The mechanism of quantal release at the posterior canal cytoneural junction was investigated by studying the size and interval distributions of mEPSPs at rest and during excitatory mechanical stimulation (acceleration: 2-7 deg.s-2) or electrical activation (10-40 Hz) of excitatory efferent system of the canal. Resting rates of mEPSPs are usually high (>100/s) leading to extensive overlapping of individual events. When a large number of well defined unitary events (25-100) could be detected they were aligned and the averaged waveform was fitted by a modified gamma distribution function. At high mEPSP rates noise analysis was exploited. According to the theory, the autocotrelation of a signal generated by the random summation of reasonably homogeneous elementary events has the same shape as the autocorrelation of the underlying single event. Previous investigations indicated that the mEPSP waveform is minimum phase; therefore the autoregressive (minimum phase) fit to the autocorrelation yields the analytical approximation to the event waveform. The fitted mEPSP waveform was used to construct a Wiener filter to deconvolve the junctional recordings. After filtering tracings with overlapping potentials display a pattern of well resolved peaky events where the location of each peak indicates the occurrence of a mEPSP and its size is proportional to the original event amplitude. When overlapping was negligible, waveforms and size histograms constructed from the original recordings or by the autocorrelation + Wiener filtering procedure were in good agreement. When overlapping was extensive, the Wiener filter eliminated the apparent excess of oversized events. All size histograms were well fitted by lognormal distribution functions. Time interval histograms of the resting mEPSP were consistently fitted by a single exponential, suggesting random occurrence; this was not the case for interval histograms during stimulation. These results are in agreement with previous observations under reduced transmitter release rate and demonstrate that: 1) most apparently oversized events are due to the random summation of independent mEPSPs; 2) though release is activated by rotation or by changes in hair cell conductance operated by the efferent transmitter, the underlaying quantal mechanism is unaffected.

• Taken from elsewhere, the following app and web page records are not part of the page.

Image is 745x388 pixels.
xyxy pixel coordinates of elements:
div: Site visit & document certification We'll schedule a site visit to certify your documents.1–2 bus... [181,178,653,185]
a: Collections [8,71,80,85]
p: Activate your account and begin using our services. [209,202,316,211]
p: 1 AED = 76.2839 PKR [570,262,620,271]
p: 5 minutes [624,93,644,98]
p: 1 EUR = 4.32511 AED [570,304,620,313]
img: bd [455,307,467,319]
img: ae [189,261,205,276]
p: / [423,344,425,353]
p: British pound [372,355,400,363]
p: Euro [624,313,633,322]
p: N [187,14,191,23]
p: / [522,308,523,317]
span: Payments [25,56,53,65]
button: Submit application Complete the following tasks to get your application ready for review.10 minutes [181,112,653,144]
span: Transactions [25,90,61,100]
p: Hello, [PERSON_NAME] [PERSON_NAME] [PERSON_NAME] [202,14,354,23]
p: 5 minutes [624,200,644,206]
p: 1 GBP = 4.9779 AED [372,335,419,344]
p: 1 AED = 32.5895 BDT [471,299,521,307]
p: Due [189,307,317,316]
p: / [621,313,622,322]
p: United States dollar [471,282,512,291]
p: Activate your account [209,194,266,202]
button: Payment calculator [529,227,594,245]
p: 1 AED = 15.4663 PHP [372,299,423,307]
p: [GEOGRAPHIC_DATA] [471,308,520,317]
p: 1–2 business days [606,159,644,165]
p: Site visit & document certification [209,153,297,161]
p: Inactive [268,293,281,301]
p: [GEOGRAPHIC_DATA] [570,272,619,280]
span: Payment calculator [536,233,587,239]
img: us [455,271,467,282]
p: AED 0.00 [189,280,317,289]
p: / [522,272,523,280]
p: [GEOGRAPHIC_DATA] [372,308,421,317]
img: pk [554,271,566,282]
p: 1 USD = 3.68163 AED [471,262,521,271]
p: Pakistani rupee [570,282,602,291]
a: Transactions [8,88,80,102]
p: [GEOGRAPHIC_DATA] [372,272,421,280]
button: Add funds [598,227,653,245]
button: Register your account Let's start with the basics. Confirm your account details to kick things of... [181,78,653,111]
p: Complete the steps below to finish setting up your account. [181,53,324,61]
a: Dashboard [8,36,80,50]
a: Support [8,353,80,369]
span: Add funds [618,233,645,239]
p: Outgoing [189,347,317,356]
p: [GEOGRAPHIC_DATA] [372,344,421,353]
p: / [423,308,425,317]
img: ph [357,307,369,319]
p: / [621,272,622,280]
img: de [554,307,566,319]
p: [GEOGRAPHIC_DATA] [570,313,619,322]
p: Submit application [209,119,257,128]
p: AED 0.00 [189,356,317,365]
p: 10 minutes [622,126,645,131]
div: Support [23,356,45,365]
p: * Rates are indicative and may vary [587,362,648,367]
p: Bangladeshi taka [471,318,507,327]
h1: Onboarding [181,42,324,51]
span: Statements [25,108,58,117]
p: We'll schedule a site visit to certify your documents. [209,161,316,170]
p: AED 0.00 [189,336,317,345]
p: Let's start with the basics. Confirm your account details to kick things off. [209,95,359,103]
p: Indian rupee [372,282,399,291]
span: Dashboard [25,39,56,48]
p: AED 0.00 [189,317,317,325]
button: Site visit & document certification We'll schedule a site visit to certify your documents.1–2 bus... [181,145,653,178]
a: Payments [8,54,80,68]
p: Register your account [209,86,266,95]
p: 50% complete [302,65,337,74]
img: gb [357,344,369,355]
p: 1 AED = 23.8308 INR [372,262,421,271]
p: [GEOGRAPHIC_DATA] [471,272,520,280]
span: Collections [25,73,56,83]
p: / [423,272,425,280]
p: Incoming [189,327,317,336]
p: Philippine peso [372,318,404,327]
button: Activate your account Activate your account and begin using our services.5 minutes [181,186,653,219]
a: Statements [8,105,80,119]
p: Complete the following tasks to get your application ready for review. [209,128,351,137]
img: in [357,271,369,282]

QUANTAL RELEASE OF TRANSMITTER AT THE FROG CYTONEURAL JUNCTION DURING SUSTAINED ACTIVATION

ROSSI, Marialisa;MARTINI, Marta;PELUCCHI, Bruna;
1992

Abstract

The mechanism of quantal release at the posterior canal cytoneural junction was investigated by studying the size and interval distributions of mEPSPs at rest and during excitatory mechanical stimulation (acceleration: 2-7 deg.s-2) or electrical activation (10-40 Hz) of excitatory efferent system of the canal. Resting rates of mEPSPs are usually high (>100/s) leading to extensive overlapping of individual events. When a large number of well defined unitary events (25-100) could be detected they were aligned and the averaged waveform was fitted by a modified gamma distribution function. At high mEPSP rates noise analysis was exploited. According to the theory, the autocotrelation of a signal generated by the random summation of reasonably homogeneous elementary events has the same shape as the autocorrelation of the underlying single event. Previous investigations indicated that the mEPSP waveform is minimum phase; therefore the autoregressive (minimum phase) fit to the autocorrelation yields the analytical approximation to the event waveform. The fitted mEPSP waveform was used to construct a Wiener filter to deconvolve the junctional recordings. After filtering tracings with overlapping potentials display a pattern of well resolved peaky events where the location of each peak indicates the occurrence of a mEPSP and its size is proportional to the original event amplitude. When overlapping was negligible, waveforms and size histograms constructed from the original recordings or by the autocorrelation + Wiener filtering procedure were in good agreement. When overlapping was extensive, the Wiener filter eliminated the apparent excess of oversized events. All size histograms were well fitted by lognormal distribution functions. Time interval histograms of the resting mEPSP were consistently fitted by a single exponential, suggesting random occurrence; this was not the case for interval histograms during stimulation. These results are in agreement with previous observations under reduced transmitter release rate and demonstrate that: 1) most apparently oversized events are due to the random summation of independent mEPSPs; 2) though release is activated by rotation or by changes in hair cell conductance operated by the efferent transmitter, the underlaying quantal mechanism is unaffected.